If you are using Rails, you can use stories for your integration tests with Webrat:

class UserStoriesTest < ActionController::IntegrationTest
  story "As a user I want to log in so that I can access restricted features" do
    setup do
      @user = User.spawn :name => "Albert", :email => "albert@example.com"
    end

    scenario "Using good information" do
      visit "/"
      click_link "Log in"
      fill_in "Email", :with => user.email
      fill_in "Password", :with => user.password
      click_button "Sign in"

      assert_contain "Logout"
      assert_contain "Welcome Albert"
    end
  end
end

This will produce the following output:

- As a user I want to log in so that I can access restricted features
    Using good information
        Go to “/”
        Click “Log in”
        Fill in “Email” with “albert@example.com”
        Fill in “Password” with “secret”
        Click “Sign in”
        I should see “Logout”
        I should see “Welcome Albert”

Custom reports

Stories ships with reports for many Webrat helpers, but you can write your own version or add reports for other helpers.

For instance, let's say you add this assertion:

module Test::Unit::Assertions
  def assert_current_page(path)
    assert_equal path, current_url.sub(%r{^http://www\.example\.com}, '')
  end
end

When you run it, no output will be generated because Stories doesn't know what to say about this assertion. Adding a custom report is easy:

module Stories::Webrat
  report_for :assert_current_page do |page|
    "I should be on #{quote(page)}"
  end
end

All this should reside in your stories_helper.rb.

Step wrappers

There are two other methods that are useful for reporting steps or assertions: silent and report.
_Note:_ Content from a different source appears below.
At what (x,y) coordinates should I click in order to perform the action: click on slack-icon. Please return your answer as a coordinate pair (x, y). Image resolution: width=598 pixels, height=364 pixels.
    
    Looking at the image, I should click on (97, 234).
The silent helper gives you the ability to suspend the steps and assertions' normal output:

...
silent do
  assert_contain "Some obscure hash"
end
...

In a similar fashion, report lets you replace the normal output with your own message:

...
report "I verify that the hash generated correctly" do
  assert_contain "The same obscure hash"
end
...

Running stories

You can run it normally, it's Test::Unit after all. If you want to run a particular test, say "yet more tests", try this:

$ ruby my_test.rb -n test_yet_more_tests

Or with a regular expression:

$ ruby my_test.rb -n /yet_more_tests/

Pending stories

Since Stories aims to improve your project's documentation, you can have pending stories:

class UserStoryTest < Test::Unit::TestCase
  story "As a user I want to create stories so I can test if they pass"
end

This is useful if you want to write all your stories upfront, even before you write the acceptance tests.

Awesome output

You can get a nice output with your user stories with the stories runner:

$ ruby my_test.rb --runner=stories

Now, if you want to impress everyone around you, try this:

$ ruby my_test.rb --runner=stories-pdf

You will get a nicely formatted PDF with your user stories. It uses Prawn, so you will need to install it first.
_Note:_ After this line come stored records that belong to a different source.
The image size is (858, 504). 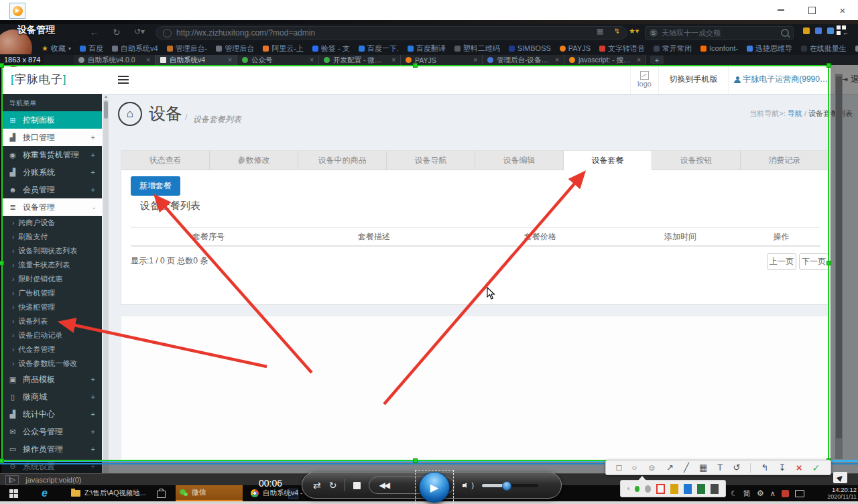 What do you see at coordinates (600, 31) in the screenshot?
I see `qr-icon: ▦` at bounding box center [600, 31].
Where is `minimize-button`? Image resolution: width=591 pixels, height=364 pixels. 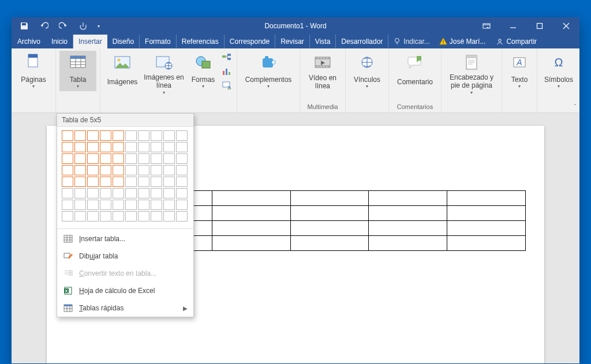 minimize-button is located at coordinates (513, 26).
If you're using Rails, you can run the whole build with the following Rake tasks:

$ rake stories
$ rake stories:pdf

Installation

$ sudo gem install stories

If you want to use it with Rails, add this to config/environment.rb:

config.gem "stories"

Then you can vendor the gem:

rake gems:install
rake gems:unpack

License

Copyright (c) 2009 Damian Janowski and Michel Martens for Citrusbyte

Permission is hereby granted, free of charge, to any person obtaining a copy of this software and associated documentation files (the "Software"), to deal in the Software without restriction, including without limitation the rights to use, copy, modify, merge, publish, distribute, sublicense, and/or sell copies of the Software, and to permit persons to whom the Software is furnished to do so, subject to the following conditions:

The above copyright notice and this permission notice shall be included in all copies or substantial portions of the Software.

THE SOFTWARE IS PROVIDED "AS IS", WITHOUT WARRANTY OF ANY KIND, EXPRESS OR IMPLIED, INCLUDING BUT NOT LIMITED TO THE WARRANTIES OF MERCHANTABILITY, FITNESS FOR A PARTICULAR PURPOSE AND NONINFRINGEMENT. IN NO EVENT SHALL THE AUTHORS OR COPYRIGHT HOLDERS BE LIABLE FOR ANY CLAIM, DAMAGES OR OTHER LIABILITY, WHETHER IN AN ACTION OF CONTRACT, TORT OR OTHERWISE, ARISING FROM, OUT OF OR IN CONNECTION WITH THE SOFTWARE OR THE USE OR OTHER DEALINGS IN THE SOFTWARE.